Today, Expansion (cited by Reuters) reports that Vodafone and Telefonica are considering extending the arrangement much further, extending the agreement to everywhere that the two have networks: Spain, Germany, Ireland and the Czech Republic.
In the current climate, this could pave the way for other multi-country agreements, perhaps such as between Orange (France Telecom’s mobile brand) and T-Mobile (owned by Deutsche Telekom) across Europe.
But it also has implications for developing markets such as in Africa where the era of land grab by operators is moving into the more realistic, if difficult era of making a sustainable profit.

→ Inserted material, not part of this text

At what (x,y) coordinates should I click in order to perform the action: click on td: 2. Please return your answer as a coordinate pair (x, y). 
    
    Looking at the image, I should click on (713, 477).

Whether in developed or developing markets, there are considerable difficulties to be overcome, from getting competitive organizations to cooperate and work together, while protecting their businesses’ best interests. It certainly didn’t work for the like of Unisource and Global One back in the 1990s.
This is not to mention issues such as who uses which spectrum where and how compatible or otherwise this might make them technologically, nor differences of culture between organizations or the really boring, but absolutely crucial stuff if the endeavor is to generate the desired savings in resources and cash.
Great headline story, as ever the devil is in the detail.